And I think if you look at a passwordless wall,
then the only thing that really ties you is some hardware.
It could be the hardware of the phone itself,
or it could be the hardware of the YubiKey, right?
Because there's nobody to call to reset anything,
which means that any time you call,
it's like, I got a new phone, I got to do something about it,
or I need my YubiKey, I need to do something about it.
So in both scenarios, it's a physical event.
And the more industry think about a physical event rather than some software magic, then I think we can close some of the gaps that we've seen. Because the attackers,
honestly, if you said everybody got final authentication with a YubiKey,
and all the attackers to do is, I've lost my phone or lost my YubiKey, please call help desk.
And the only way you
or the way that you get back into your account is send me an sms code then why even stop the
journey and maybe we talked about this before so yeah we did and it's interesting you know it's
you already mentioned you already kind of alluded to this when you talked about those api calls that
determine you know the address that a yubi key is going to to be sent to, I mean, that is a query of the HR system,
right? So unless an attacker has already managed to go into a HR system and change an address or
do some social engineering around that, plus having the existing credentials and onwards and
onwards and onwards, like it is a much more sort of robust procedure when you're using those HR
systems as like, I think you've described it as a source of truth for that address data.
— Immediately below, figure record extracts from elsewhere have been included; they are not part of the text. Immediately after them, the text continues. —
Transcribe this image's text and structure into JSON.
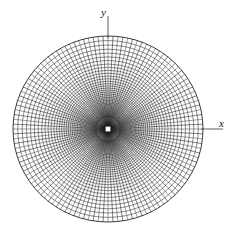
{
  "figure": {
    "name": "polar-conformal-grid",
    "title": "",
    "background_color": "#ffffff",
    "line_color": "#1a1a1a",
    "center_marker_color": "#ffffff"
  },
  "axes": {
    "x_label": "x",
    "y_label": "y",
    "x_tick_label": "",
    "y_tick_label": ""
  },
  "chart_data": {
    "type": "line",
    "title": "",
    "subtitle": "",
    "xlabel": "x",
    "ylabel": "y",
    "grid": true,
    "legend_position": "none",
    "coordinate_system": "polar",
    "center": {
      "x": 108,
      "y": 129
    },
    "outer_radius_x": 95,
    "outer_radius_y": 93,
    "radial_spokes": {
      "count": 120,
      "angle_step_deg": 3,
      "start_angle_deg": 0
    },
    "circles": {
      "count": 42,
      "radius_ratio": 0.9,
      "outer_radius": 95,
      "min_radius": 1.6,
      "radii": [
        95,
        90.3,
        85.8,
        81.5,
        77.5,
        73.6,
        69.9,
        66.4,
        63.1,
        60.0,
        57.0,
        54.1,
        51.4,
        48.8,
        46.4,
        44.1,
        41.9,
        39.8,
        37.8,
        35.9,
        34.1,
        32.4,
        30.8,
        29.2,
        27.8,
        26.4,
        25.1,
        23.8,
        22.6,
        21.5,
        20.4,
        19.4,
        18.4,
        17.5,
        16.6,
        15.8,
        15.0,
        14.2,
        13.5,
        12.9,
        12.2,
        11.6
      ]
    },
    "axis_ticks": {
      "x_axis_extension": 20,
      "y_axis_extension": 20
    },
    "xlim": [
      -1.08,
      1.15
    ],
    "ylim": [
      -1.1,
      1.12
    ]
  }
}
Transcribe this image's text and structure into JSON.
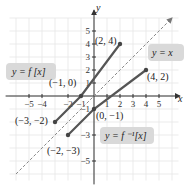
{
  "chart_data": {
    "type": "line",
    "title": "",
    "xlabel": "x",
    "ylabel": "y",
    "xlim": [
      -6,
      6
    ],
    "ylim": [
      -6,
      6
    ],
    "grid": true,
    "x_ticks": [
      "-5",
      "-4",
      "-2",
      "-1",
      "1",
      "2",
      "3",
      "4",
      "5"
    ],
    "y_ticks": [
      "5",
      "4",
      "3",
      "2",
      "1",
      "-1",
      "-3",
      "-5"
    ],
    "series": [
      {
        "name": "y = f(x)",
        "label": "y = f [x]",
        "points": [
          [
            -3,
            -2
          ],
          [
            -1,
            0
          ],
          [
            2,
            4
          ]
        ],
        "color": "#555555",
        "style": "solid"
      },
      {
        "name": "y = f^-1(x)",
        "label": "y = f ⁻¹[x]",
        "points": [
          [
            -2,
            -3
          ],
          [
            0,
            -1
          ],
          [
            4,
            2
          ]
        ],
        "color": "#555555",
        "style": "solid"
      },
      {
        "name": "y = x",
        "label": "y = x",
        "points": [
          [
            -6,
            -6
          ],
          [
            6,
            6
          ]
        ],
        "color": "#888888",
        "style": "dashed"
      }
    ],
    "annotations": [
      "(2, 4)",
      "(4, 2)",
      "(-1, 0)",
      "(0, -1)",
      "(-3, -2)",
      "(-2, -3)"
    ]
  },
  "labels": {
    "x_axis": "x",
    "y_axis": "y",
    "f": "y = f [x]",
    "finv": "y = f ⁻¹[x]",
    "identity": "y = x",
    "p24": "(2, 4)",
    "p42": "(4, 2)",
    "pm10": "(−1, 0)",
    "p0m1": "(0, −1)",
    "pm3m2": "(−3, −2)",
    "pm2m3": "(−2, −3)"
  },
  "ticks": {
    "x": [
      {
        "v": -5,
        "t": "−5"
      },
      {
        "v": -4,
        "t": "−4"
      },
      {
        "v": -2,
        "t": "−2"
      },
      {
        "v": -1,
        "t": "−1"
      },
      {
        "v": 1,
        "t": "1"
      },
      {
        "v": 2,
        "t": "2"
      },
      {
        "v": 3,
        "t": "3"
      },
      {
        "v": 4,
        "t": "4"
      },
      {
        "v": 5,
        "t": "5"
      }
    ],
    "y": [
      {
        "v": 5,
        "t": "5"
      },
      {
        "v": 4,
        "t": "4"
      },
      {
        "v": 3,
        "t": "3"
      },
      {
        "v": 2,
        "t": "2"
      },
      {
        "v": 1,
        "t": "1"
      },
      {
        "v": -1,
        "t": "−1"
      },
      {
        "v": -3,
        "t": "−3"
      },
      {
        "v": -5,
        "t": "−5"
      }
    ]
  }
}
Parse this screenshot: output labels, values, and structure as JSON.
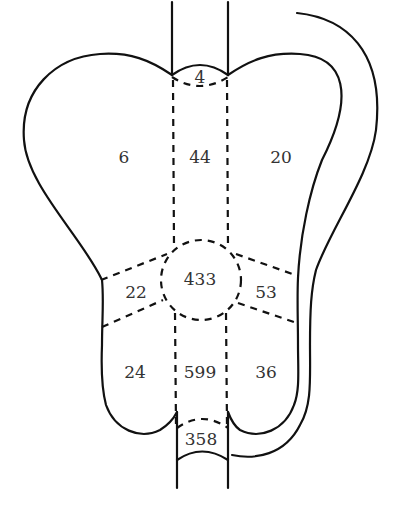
{
  "diagram": {
    "type": "segmented-organ-region-map",
    "line_color": "#111111",
    "label_color": "#333333",
    "regions": [
      {
        "id": "top-neck",
        "label": "4",
        "x": 200,
        "y": 77
      },
      {
        "id": "upper-left",
        "label": "6",
        "x": 124,
        "y": 157
      },
      {
        "id": "upper-middle",
        "label": "44",
        "x": 200,
        "y": 157
      },
      {
        "id": "upper-right",
        "label": "20",
        "x": 281,
        "y": 157
      },
      {
        "id": "center",
        "label": "433",
        "x": 200,
        "y": 279
      },
      {
        "id": "middle-left",
        "label": "22",
        "x": 136,
        "y": 292
      },
      {
        "id": "middle-right",
        "label": "53",
        "x": 266,
        "y": 292
      },
      {
        "id": "lower-left",
        "label": "24",
        "x": 135,
        "y": 372
      },
      {
        "id": "lower-middle",
        "label": "599",
        "x": 200,
        "y": 372
      },
      {
        "id": "lower-right",
        "label": "36",
        "x": 266,
        "y": 372
      },
      {
        "id": "bottom-neck",
        "label": "358",
        "x": 201,
        "y": 439
      }
    ]
  }
}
But I guess, look, just going back to my question, which was like, well, you know, what do you do
when the key's not there yet? I guess what you're saying is just make sure the key gets there
in time. Absolutely. Yeah. Yeah, that makes sense. And I guess there would be other procedures,
right? If it's not there in time, you know, that would be the exception to the rule. And then a
admin could pull one out of a drawer and then you know do a separate provisioning or something like
that right yes and so that's why when we introduced an enormous suite we've also added a client piece
as well because we know some customers says we we can't wait for the keys but can i provision it
locally right think of it if you are in one of these countries that we are not we you know we
don't have the warehousing and it
takes some time to get there, especially in Asia, then some of the customers says, you
know, we have a local IT shop that we trust.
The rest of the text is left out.